With New Talks Already on the Ropes, the World is Still Failing Syria
International talks meant to help resolve the Syrian Crisis are due to commence in Geneva, but a range of impossible problems still stand in the way.
Now nearly five years old, the conflict has claimed hundreds of thousands of lives and displaced around 11m people. Other diplomatic efforts – Geneva I and Geneva II – have failed make much impact, and the array of countries who’ve stepped up their military involvement have little to show for it.
The main goal of these latest talks is to facilitate a quick end to the conflict and to allow for safe passage of aid into areas hardest hit. The biggest stumbling block they face is over the role of president Assad; Iran and Russia support his regime, while Saudi Arabia and the US (along with other Western states) view his removal as an essential prerequisite for any resolution.
But that’s just an issue with the subject of the talks, which have been nearly derailed before they’ve begun by arguments over which opposition groups to invite. Such concerns were amplified by the US secretary of state, John Kerry, who was dismissive of the opposition’s chances of providing a viable alternative to Assad.
But the divisions among the groups on the ground are only part of the problem. The Syrian war has already been shaped and reshaped by proxy conflicts at two levels, as competition between Saudi Arabia and Iran on the one hand and the US and Russia on the other makes a diplomatic resolution increasingly tricky.
All the while, states across the region are facing increasingly desperate resource shortages – this as the arrival of Syrian refugees swells their populations by hundreds of thousands, or even millions.
If Islamic State is to be defeated, Syria’s warring factions need to be reconciled and some semblance of order re-established, and the actors on the ground in Syria and elsewhere need to be somehow properly organised and appropriately empowered – but even leaving aside the long odds of that happening, it would hardly solve all of Syria’s problems.
Into the abyss
As long as Assad remains in power, he will provoke violent rebellion. Opposition groups have refused to participate in talks with his regime while it continues to bomb them. There can be no diplomacy without trust, and Damascus’s continued campaign makes building it all but impossible.
Let’s not forget that despite the staggering brutality of IS, Assad’s forces are responsible for by far the largest number of deaths in the conflict so far. And many of the “foreign fighters” who’ve travelled to join IS have cited the brutality of the Assad regime and its treatment of their sectarian kin as a motive.
In addition, European states in particular are under increasing pressure from the conflict’s knock-on effects. Their failure to properly integrate and accommodate large numbers of refugees adds to economic pressures on states while also revealing cleavages at the very heart of Western societies.
Crises across Europe have also resulted in growing concerns about the assimilation of refugees into societies, turning up the heat on long-running political and ideological disputes. Security officials are increasingly concerned that refugee flows will be penetrated by Islamic State recruits, provoking calls to regulate the people coming across Europe’s borders.
There are also ominous rumblings about the future of the Schengen agreement that allows for the free movement of people across Europe, an arrangement at the very heart of the European ideal. The French prime minister, Manuel Valls, spoke for many of the continent’s leaders when he said the crisis has put the future of the European project in peril.
With alarming measures already being taken against refugees arriving in central and eastern Europe, the Syrian conflict’s corrosive effects are spreading faster and deeper than anyone expected. As Frederick Nietzsche once wrote, if you stare into the abyss long enough, the abyss stares into you.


Task objective: Bring together all lines of the material below that contain the string "order".
-------- Exercise data
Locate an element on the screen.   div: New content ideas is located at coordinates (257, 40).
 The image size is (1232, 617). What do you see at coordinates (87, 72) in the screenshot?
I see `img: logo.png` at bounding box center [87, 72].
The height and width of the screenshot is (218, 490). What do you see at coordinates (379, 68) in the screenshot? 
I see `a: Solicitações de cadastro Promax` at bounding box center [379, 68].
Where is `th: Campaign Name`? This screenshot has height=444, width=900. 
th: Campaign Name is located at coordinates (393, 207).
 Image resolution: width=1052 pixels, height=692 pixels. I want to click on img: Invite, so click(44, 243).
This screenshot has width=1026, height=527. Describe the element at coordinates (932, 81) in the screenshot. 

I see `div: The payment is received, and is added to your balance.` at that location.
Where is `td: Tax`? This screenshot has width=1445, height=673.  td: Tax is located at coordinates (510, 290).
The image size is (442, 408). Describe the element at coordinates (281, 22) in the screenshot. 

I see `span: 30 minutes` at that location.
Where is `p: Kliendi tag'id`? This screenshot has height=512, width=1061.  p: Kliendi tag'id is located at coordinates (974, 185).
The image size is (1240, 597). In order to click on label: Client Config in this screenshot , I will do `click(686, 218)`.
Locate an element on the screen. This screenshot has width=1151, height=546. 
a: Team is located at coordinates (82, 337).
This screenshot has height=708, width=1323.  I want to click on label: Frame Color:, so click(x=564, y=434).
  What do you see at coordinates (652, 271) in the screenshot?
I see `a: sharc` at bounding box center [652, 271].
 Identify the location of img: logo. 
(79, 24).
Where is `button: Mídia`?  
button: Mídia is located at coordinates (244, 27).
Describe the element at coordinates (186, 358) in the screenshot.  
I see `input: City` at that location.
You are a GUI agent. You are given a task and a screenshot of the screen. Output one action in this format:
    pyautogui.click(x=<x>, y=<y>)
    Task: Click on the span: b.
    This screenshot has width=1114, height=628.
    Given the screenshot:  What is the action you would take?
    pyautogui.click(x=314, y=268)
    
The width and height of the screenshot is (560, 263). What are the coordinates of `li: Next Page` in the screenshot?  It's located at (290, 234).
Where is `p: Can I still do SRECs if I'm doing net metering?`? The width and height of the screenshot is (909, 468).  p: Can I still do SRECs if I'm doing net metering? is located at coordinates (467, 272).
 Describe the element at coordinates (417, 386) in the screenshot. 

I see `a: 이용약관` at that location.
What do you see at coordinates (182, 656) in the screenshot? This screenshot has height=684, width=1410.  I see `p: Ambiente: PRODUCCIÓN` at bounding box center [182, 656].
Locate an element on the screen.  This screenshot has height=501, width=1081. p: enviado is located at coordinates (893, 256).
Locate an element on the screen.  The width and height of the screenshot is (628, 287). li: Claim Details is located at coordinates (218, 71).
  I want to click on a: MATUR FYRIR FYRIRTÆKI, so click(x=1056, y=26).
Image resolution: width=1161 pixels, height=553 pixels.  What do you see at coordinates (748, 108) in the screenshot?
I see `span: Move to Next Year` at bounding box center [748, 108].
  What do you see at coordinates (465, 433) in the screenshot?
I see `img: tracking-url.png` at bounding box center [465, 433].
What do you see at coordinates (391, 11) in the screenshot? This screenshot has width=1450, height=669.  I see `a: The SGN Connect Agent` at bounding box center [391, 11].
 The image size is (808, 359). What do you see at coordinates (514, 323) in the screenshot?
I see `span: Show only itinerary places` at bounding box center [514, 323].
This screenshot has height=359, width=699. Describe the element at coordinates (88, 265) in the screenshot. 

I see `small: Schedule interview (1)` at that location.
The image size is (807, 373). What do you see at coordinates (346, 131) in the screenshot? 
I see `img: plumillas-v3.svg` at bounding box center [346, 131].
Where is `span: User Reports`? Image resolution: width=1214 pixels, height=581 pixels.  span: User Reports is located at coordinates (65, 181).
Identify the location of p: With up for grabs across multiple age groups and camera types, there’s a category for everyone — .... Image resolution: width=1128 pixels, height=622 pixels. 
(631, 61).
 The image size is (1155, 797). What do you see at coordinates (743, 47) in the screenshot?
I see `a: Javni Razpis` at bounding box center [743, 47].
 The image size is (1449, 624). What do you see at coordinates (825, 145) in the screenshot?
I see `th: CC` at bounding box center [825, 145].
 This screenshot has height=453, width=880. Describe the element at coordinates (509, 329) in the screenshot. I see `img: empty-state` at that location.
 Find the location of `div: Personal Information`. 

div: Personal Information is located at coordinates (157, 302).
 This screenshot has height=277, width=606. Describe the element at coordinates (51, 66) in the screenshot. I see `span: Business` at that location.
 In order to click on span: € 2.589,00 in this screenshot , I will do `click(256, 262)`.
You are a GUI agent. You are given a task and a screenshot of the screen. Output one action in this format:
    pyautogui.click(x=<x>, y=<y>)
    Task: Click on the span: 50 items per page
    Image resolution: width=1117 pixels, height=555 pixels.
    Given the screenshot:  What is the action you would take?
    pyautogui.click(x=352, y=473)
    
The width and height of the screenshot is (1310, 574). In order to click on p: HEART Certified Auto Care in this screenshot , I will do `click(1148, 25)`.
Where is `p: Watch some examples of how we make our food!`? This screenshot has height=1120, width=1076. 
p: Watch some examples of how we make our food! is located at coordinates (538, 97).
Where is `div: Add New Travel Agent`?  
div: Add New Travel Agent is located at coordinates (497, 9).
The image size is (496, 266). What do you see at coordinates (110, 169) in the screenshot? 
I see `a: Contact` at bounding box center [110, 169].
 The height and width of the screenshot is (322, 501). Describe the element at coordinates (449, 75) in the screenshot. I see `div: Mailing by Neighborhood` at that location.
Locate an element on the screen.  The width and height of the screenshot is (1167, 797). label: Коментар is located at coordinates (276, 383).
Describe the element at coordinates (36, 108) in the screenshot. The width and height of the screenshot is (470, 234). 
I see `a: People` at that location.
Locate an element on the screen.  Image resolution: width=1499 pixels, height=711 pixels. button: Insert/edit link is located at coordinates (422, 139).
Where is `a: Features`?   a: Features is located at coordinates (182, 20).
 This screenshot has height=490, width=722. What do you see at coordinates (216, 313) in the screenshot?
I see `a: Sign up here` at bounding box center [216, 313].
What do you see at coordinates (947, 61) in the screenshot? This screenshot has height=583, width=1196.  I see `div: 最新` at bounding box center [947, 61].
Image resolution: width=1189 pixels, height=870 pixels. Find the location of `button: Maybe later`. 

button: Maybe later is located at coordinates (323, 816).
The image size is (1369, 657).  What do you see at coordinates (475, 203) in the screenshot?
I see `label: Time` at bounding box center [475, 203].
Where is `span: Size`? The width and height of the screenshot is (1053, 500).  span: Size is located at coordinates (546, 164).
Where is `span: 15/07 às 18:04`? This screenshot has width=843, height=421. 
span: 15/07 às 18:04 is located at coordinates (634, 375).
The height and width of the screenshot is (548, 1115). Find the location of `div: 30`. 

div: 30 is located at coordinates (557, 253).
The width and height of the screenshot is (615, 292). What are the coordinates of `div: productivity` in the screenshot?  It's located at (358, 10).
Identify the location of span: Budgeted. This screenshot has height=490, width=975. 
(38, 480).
----------------
Output for this task:
The image size is (1240, 597). In order to click on label: Client Config in this screenshot , I will do `click(686, 218)`.
 In order to click on span: € 2.589,00 in this screenshot , I will do `click(256, 262)`.
The width and height of the screenshot is (1310, 574). In order to click on p: HEART Certified Auto Care in this screenshot , I will do `click(1148, 25)`.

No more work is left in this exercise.